Last month, Microsoft (MS) CEO Satya Nadella was forced to address an unusual set of concerns raised by employees. More than 300 employees (a vast majority of whom are also shareholders) had signed an open letter, demanding that MS cease to work with the US Immigration & Customs Enforcement Agency (or ICE) owing to its “inhumane” practice of separating children from their parents. The letter went further, demanding that MS take an ethical stand to place children above profits and terminate its relations with ICE and any entity that directly enabled ICE. MS provides cloud-based services to ICE and was also helping the agency develop a better face-recognition technology. In response, Mr Nadella released an internal memo, describing ICE’s policy as “cruel and abusive” and clarified that while MS would not work with ICE on any project that enabled the separation of families, it would not go so far as to publicly cut all ties with ICE.
This is the third recent instance when a Silicon Valley institution has been forced to reconsider taking on cutting-edge projects for the US government agencies. In each of these instances, key personnel working on those projects have protested strongly about the implications. In June, Google decided to withdraw from an image recognition research project it was conducting at the behest of the US Department of Defense to improve drone identification of images. More than 4,000 Google employees signed an open letter, asking their company to pull out of the project because of the fear that the project could lead to the development of drones that could autonomously assault targets. Google went further than MS in that it laid down an ethical code for AI research wherein it said that it would not help develop AI either for enabling weapons or for violating internationally accepted standards of human rights. Amazon, too, is facing similar pressure from shareholders to stop providing facial recognition services to law enforcement agencies. The apprehension is that these tools could be used in racial profiling, leading to discrimination, and they might enable repressing human rights if deployed by authoritarian regimes.
Corporates have often faced ethical dilemmas in the past. They have sometimes responded ethically — for example, Eastman Kodak pulled out of South Africa in 1986 when it was asked to enable the apartheid system by deploying its polaroid instant photo technology in generating ID cards. However, corporates have usually placed profits ahead of ethics, in most situations. For example, Siemens used slave labour to run its factories during World War II.
Employee activism of this nature is a new phenomenon. There are several unusual underpinnings. For one, the tech industry is a global melting pot — both the Google and MS CEOs are immigrants and so are thousands of their employees. Secondly, the sweat equity culture makes valued employees into shareholders, giving them more clout than in the more conventional corporate structures. A loss of image that affects shareholder value directly affects their net worth so they have more incentive to try and avoid negative publicity. A third factor is the cutting-edge nature of this work — there are relatively few people possessing the expertise to do these projects. As such, they are a powerful pressure group. That may explain why such acts of employee activism may not be so easily replicable in other sectors.
However, it is an interesting phenomenon and could lead to unusual outcomes. Technology has always been seen as morally neutral. It can be a powerful force for good but it is often used for evil purposes. A great example would be the Haber Process, which is key to producing both fertilisers and poison gas. This is the first time that key producers of technology have collectively demanded ethical standards from corporates and government institutions. If the movement spreads, it could change the world.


**WHAT IS BEING ASKED**
Please tally the lines in the records that include the word "тому" and answer with the bare number.

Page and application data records
# # #

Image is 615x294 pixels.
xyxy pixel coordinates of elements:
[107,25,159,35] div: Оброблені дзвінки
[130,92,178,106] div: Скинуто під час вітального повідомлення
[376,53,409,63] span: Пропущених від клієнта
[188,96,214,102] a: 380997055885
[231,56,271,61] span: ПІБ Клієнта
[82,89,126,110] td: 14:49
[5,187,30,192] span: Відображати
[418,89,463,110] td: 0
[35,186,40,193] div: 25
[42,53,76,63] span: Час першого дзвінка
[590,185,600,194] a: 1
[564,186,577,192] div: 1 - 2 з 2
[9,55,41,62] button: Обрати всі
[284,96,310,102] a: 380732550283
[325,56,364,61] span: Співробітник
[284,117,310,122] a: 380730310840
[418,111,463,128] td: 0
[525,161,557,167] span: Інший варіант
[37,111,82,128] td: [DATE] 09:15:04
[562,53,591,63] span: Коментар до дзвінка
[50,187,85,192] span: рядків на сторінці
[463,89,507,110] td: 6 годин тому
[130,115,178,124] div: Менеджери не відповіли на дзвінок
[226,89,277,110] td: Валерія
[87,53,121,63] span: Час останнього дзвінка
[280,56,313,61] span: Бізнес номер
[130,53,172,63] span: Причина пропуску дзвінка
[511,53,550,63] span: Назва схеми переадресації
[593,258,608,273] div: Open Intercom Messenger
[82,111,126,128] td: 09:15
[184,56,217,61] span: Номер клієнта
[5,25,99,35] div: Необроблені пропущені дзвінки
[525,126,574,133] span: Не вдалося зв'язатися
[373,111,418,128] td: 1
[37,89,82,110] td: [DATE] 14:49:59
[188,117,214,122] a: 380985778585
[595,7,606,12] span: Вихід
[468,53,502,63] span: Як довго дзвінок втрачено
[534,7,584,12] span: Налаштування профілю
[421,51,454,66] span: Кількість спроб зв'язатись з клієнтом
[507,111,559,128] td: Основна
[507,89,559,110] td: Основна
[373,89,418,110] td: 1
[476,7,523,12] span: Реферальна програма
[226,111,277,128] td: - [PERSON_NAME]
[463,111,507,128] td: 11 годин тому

# # #

**OUTPUT FOR THIS TASK**
2